Facing the third batter of the game, he felt a pop in his elbow, just after throwing a curve. He beckoned longtime catcher David Warrenfeltz to the mound and said he would throw no more curveballs. But the fastballs didn't feel right either. A nod to the dugout brought out Williamsport Coach Rod Steiner, and just like that, Adenhart was done. Done for the day. Done for the season.
The scouts and cross-checkers -- some of whom had traveled from California and Texas and New Jersey and South Carolina -- shook their heads and laughed in disbelief as they packed up. Adenhart's mother and stepfather rushed to the concession stand, coming back with a bag of ice as scouts scattered with cell phones and breaking news.
"The bad news was all across the country 10 minutes after he walked off the field," one said. "There's about 50 Nick Adenharts out there; we're off to see if the next kid can pitch."
Within the next two weeks, Adenhart would have two MRI exams. He would fly to Alabama to consult with a famed orthopedist. He would learn of the partial ligament tear in his elbow and what it would take to repair it: so-called Tommy John surgery, named after the former New York Yankees and Los Angeles Dodgers pitcher whose career was saved after surgeons replaced the ligament in his left arm with a tendon from his right.
Adenhart had never struggled with injuries. He had been on strict pitch counts the past two years, going past 100 pitches once or twice. His parents had taken out a considerable insurance policy from Lloyd's of London to guard against career-ending injury. To be safe, Adenhart sat out the basketball season and then stopped playing the field between pitching appearances.
"They did everything right -- I've never met a family that did everything right," said John Castleberry, a regional scout for the Texas Rangers. "It just shows you how fragile everything is. . . . We get to know these kids just like everybody else, and when you get a good kid like Nick, it's sad.

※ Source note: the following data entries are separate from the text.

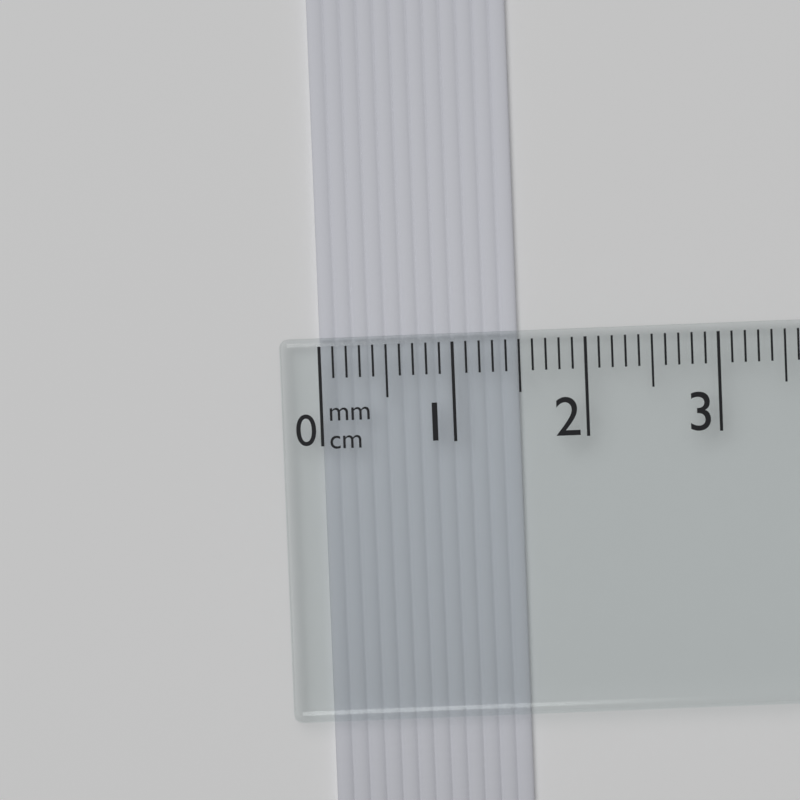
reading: 1.5 cm
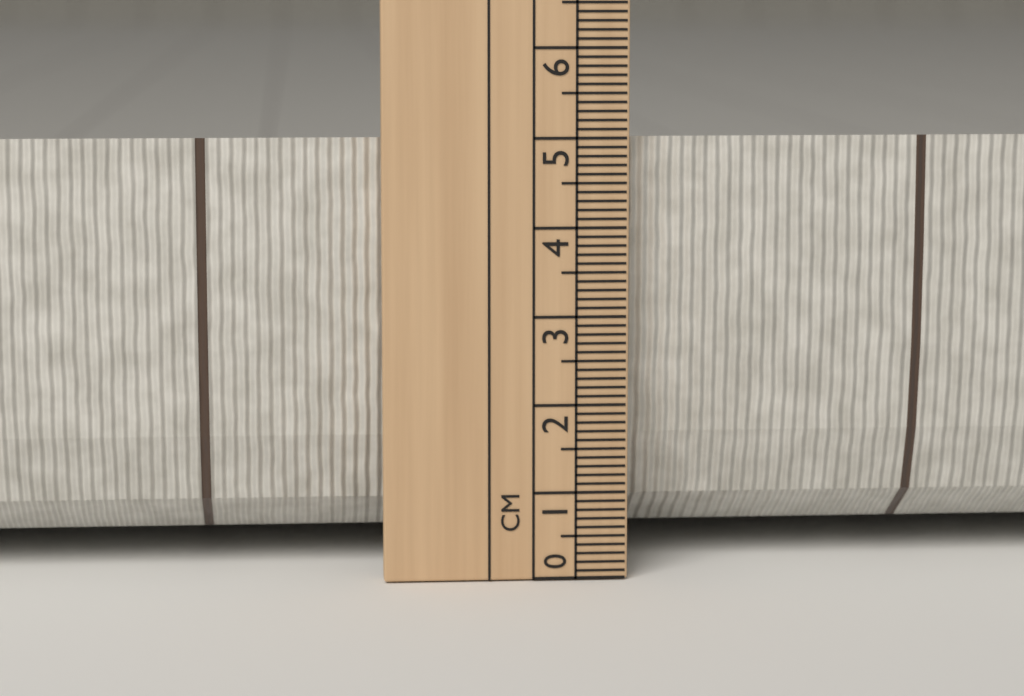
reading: 5.0 cm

"It's not like it's over, either; we're not putting a nail in his coffin. In three years, we hope this guy's going to be as good as gold."
First-Name Basis
The tales are seven or eight years old, literally a half-lifetime ago. The stories are about Nick, because this was "a person who could go by one name, even in Little League," said Warrenfeltz, the catcher. "When people said Nick, everybody knew who you were talking about."
Nick pitched the Little League all-star team to the state tournament as an 11-year-old, was so untouchable as a 12-year-old that a desperate opponent attempted to steal home on a throw back from the catcher, and had registered in the mid-eighties on a radar gun as a 13-year-old. Parents of opposing players would "just kind of stop talking" when they saw Nick warming up, according to his father, Jim Adenhart.
"It was absolutely incredible," said Wayne Main, who coached against a 12-year-old Adenhart. "I'm telling you, it was him and the catcher, and that's all they needed. I mean, you had no chance."
As a freshman at Saint Maria Goretti, a Catholic school in Hagerstown that attracted Adenhart because of its basketball program, he encountered his first major league scout during a trip to North Carolina. The scout told him to "work hard," and he excitedly called his parents to share the news.
That summer, he wowed his first group of scouts during a summer league tryout, although he said he felt like "a deer in headlights -- well, more like a deer in radar guns."